Will this work because it says it only goes to 20V/20A...maybe I could have one for each mosfet, but then wouldn't the 20V limit me from using it on the 24V set up (also I need to measure up to 50 amps)? I do have a little meter I use for measuring current that will go up to something rediculous like well over 100 amps that I was going to just run inline with the DUT to measure the total current, however, since this item is so cheap I might just use it as more of a permenant fixture (if it will work).
What about this one (it's 50V200A - they have one that is 100A but the shipping is $10 more):
**broken link removed**
Oh! Yeah... Yours is better to be sure. ONCE AGAIN, I totally forgot we were aiming for 24v. We could have used a voltage divider with the other one, so the meter was reading some easy to calculate fraction of input voltage. And I doubt that you're going to actually see 100% of your 24v on our load, since loading the line will cause it to drop considerably. So the other meter could have worked. But a meter that covers the full range and then some from the start is a far better choice, obviously. Note that that meter is shipped from Hong-Kong and has a 16-28 business days delivery wait. If you want it at all, I would order it now.
As for current limit, I found this in the listing, which is why it can do ~100A....
Ebay said:
IMPORTANT : A 100A 75mV Shunt [sense resistor](not included, available in our store) must be added if the meter is used to measure current / amps; otherwise the meter will be damaged.
This is normal. To measure current, generally you must first turn it into a voltage. As you're no doubt aware, we do this with a physically large sense resistor. Well... those meters couldn't have something like that built in. This is why you have to buy that separately. It's unfortunate that it doesn't come with one. But they would have to make the price higher if it did.
For our current sense, We were going to go a similar rout to what the above meter uses. We use a sense resistor, but the voltage we get from such sense resistor is very small. So small that we almost certainly will have to amplify it to some extent. We would feed this amplified VOLTAGE into a VOLTAGE meter to get a read out. We would have to indicate to our selves that we were looking at Amps, not volts. But the meter would be seeing volts. This is normally the way you do current measurement, and was the plan all along. Things will probably be set up so we have a current/voltage switch and one unmarked meter. Then you just have to know which your looking at for a given time.
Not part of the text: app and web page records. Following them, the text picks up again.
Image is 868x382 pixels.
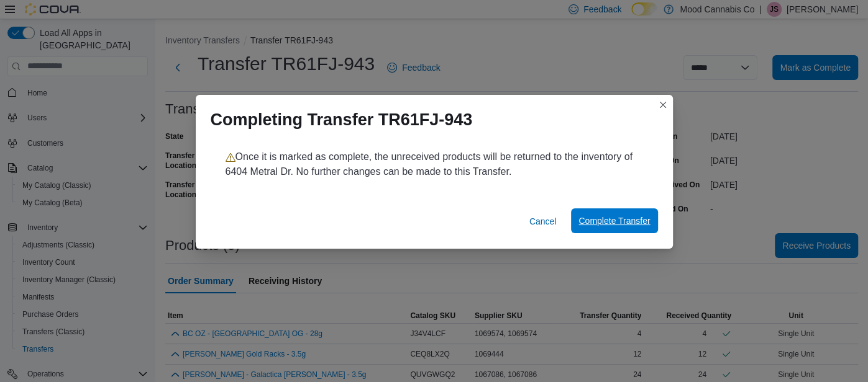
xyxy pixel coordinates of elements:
span: Cancel [529,215,556,228]
h1: Completing Transfer TR61FJ-943 [211,110,472,130]
button: Closes this modal window [656,98,670,112]
span: Complete Transfer [579,214,649,227]
p: Once it is marked as complete, the unreceived products will be returned to the inventory of 6404 ... [225,150,643,179]
button: Complete Transfer [571,208,657,234]
button: Cancel [524,209,562,234]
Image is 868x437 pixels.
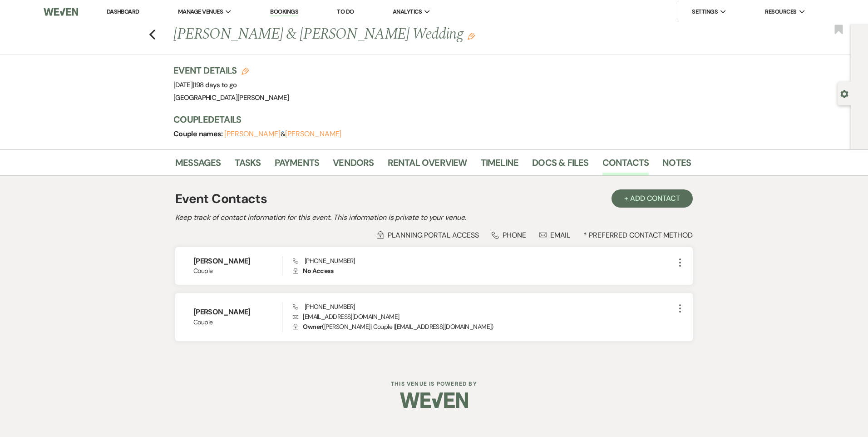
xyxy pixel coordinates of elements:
[663,156,691,175] a: Notes
[174,64,289,77] h3: Event Details
[388,156,467,175] a: Rental Overview
[270,8,298,16] a: Bookings
[193,80,237,89] span: |
[765,7,797,16] span: Resources
[303,322,322,331] span: Owner
[178,7,223,16] span: Manage Venues
[107,8,139,16] a: Dashboard
[175,156,221,175] a: Messages
[235,156,261,175] a: Tasks
[224,130,342,139] span: &
[174,23,580,45] h1: [PERSON_NAME] & [PERSON_NAME] Wedding
[174,129,224,139] span: Couple names:
[174,80,237,89] span: [DATE]
[193,307,282,317] h6: [PERSON_NAME]
[293,302,355,311] span: [PHONE_NUMBER]
[333,156,373,175] a: Vendors
[275,156,320,175] a: Payments
[303,266,333,275] span: No Access
[400,384,468,416] img: Weven Logo
[481,156,519,175] a: Timeline
[377,230,478,240] div: Planning Portal Access
[193,256,282,266] h6: [PERSON_NAME]
[293,257,355,265] span: [PHONE_NUMBER]
[175,189,267,208] h1: Event Contacts
[193,318,282,327] span: Couple
[492,230,526,240] div: Phone
[611,189,693,207] button: + Add Contact
[175,212,693,223] h2: Keep track of contact information for this event. This information is private to your venue.
[840,89,849,98] button: Open lead details
[285,130,342,137] button: [PERSON_NAME]
[174,93,289,102] span: [GEOGRAPHIC_DATA][PERSON_NAME]
[293,311,675,322] p: [EMAIL_ADDRESS][DOMAIN_NAME]
[532,156,589,175] a: Docs & Files
[193,266,282,276] span: Couple
[602,156,650,175] a: Contacts
[175,230,693,240] div: * Preferred Contact Method
[393,7,422,16] span: Analytics
[467,32,475,40] button: Edit
[224,130,281,137] button: [PERSON_NAME]
[43,3,78,21] img: Weven Logo
[174,113,682,126] h3: Couple Details
[692,7,718,16] span: Settings
[337,8,354,16] a: To Do
[293,322,675,331] p: ( [PERSON_NAME] | Couple | [EMAIL_ADDRESS][DOMAIN_NAME] )
[539,230,570,240] div: Email
[194,80,237,89] span: 198 days to go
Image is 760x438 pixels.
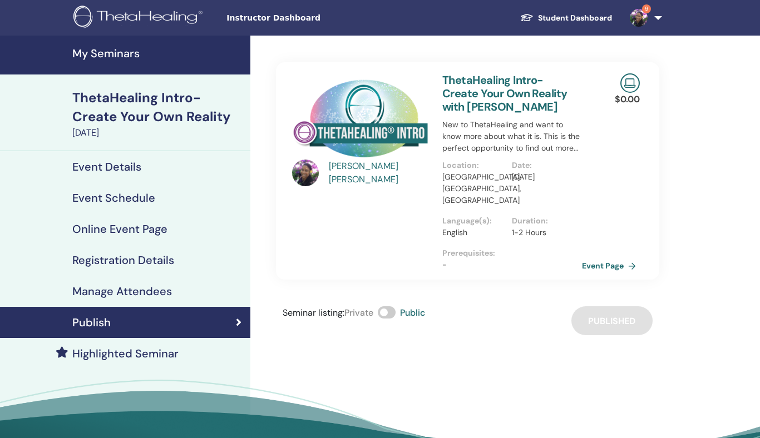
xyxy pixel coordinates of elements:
span: Instructor Dashboard [226,12,393,24]
a: Student Dashboard [511,8,621,28]
a: [PERSON_NAME] [PERSON_NAME] [329,160,432,186]
img: logo.png [73,6,206,31]
p: [DATE] [512,171,574,183]
p: - [442,259,582,271]
h4: Registration Details [72,254,174,267]
h4: Event Details [72,160,141,173]
img: Live Online Seminar [620,73,640,93]
p: $ 0.00 [614,93,640,106]
h4: Manage Attendees [72,285,172,298]
p: [GEOGRAPHIC_DATA], [GEOGRAPHIC_DATA], [GEOGRAPHIC_DATA] [442,171,505,206]
h4: My Seminars [72,47,244,60]
h4: Online Event Page [72,222,167,236]
div: [DATE] [72,126,244,140]
img: ThetaHealing Intro- Create Your Own Reality [292,73,429,163]
h4: Highlighted Seminar [72,347,179,360]
p: Language(s) : [442,215,505,227]
p: 1-2 Hours [512,227,574,239]
img: default.jpg [629,9,647,27]
p: Duration : [512,215,574,227]
p: New to ThetaHealing and want to know more about what it is. This is the perfect opportunity to fi... [442,119,582,154]
img: default.jpg [292,160,319,186]
span: Public [400,307,425,319]
p: Location : [442,160,505,171]
div: ThetaHealing Intro- Create Your Own Reality [72,88,244,126]
h4: Event Schedule [72,191,155,205]
span: Private [344,307,373,319]
h4: Publish [72,316,111,329]
p: Prerequisites : [442,247,582,259]
span: 9 [642,4,651,13]
span: Seminar listing : [282,307,344,319]
a: ThetaHealing Intro- Create Your Own Reality with [PERSON_NAME] [442,73,567,114]
p: Date : [512,160,574,171]
p: English [442,227,505,239]
a: Event Page [582,257,640,274]
a: ThetaHealing Intro- Create Your Own Reality[DATE] [66,88,250,140]
img: graduation-cap-white.svg [520,13,533,22]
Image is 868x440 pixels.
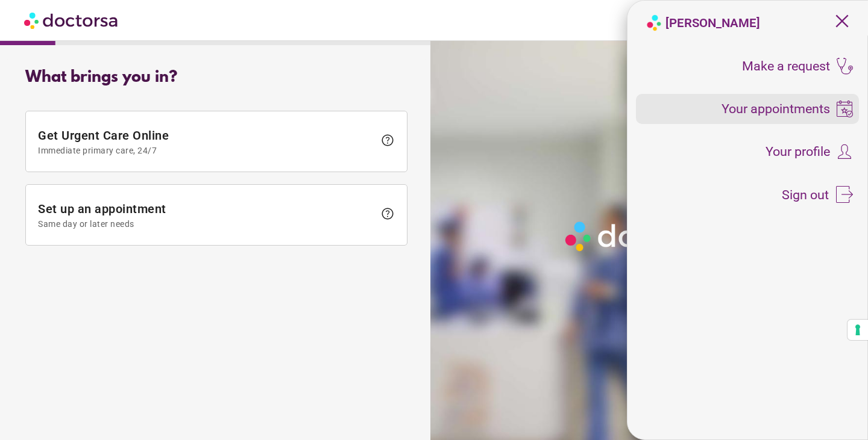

The above meter works the same way as our original plan, so we will still be using that configuration to some extent. Chances are, the button on the front of that meter just changes between two different voltage measuring channels, one amplified for current measurement and one divided for voltages. If so, we don't even have to use the button and could make our own switch for such things. Not that there is a good reason to do that.
Anyway, I have to repair laptops today, to make money for bills and such. I'll be back on this some time soon.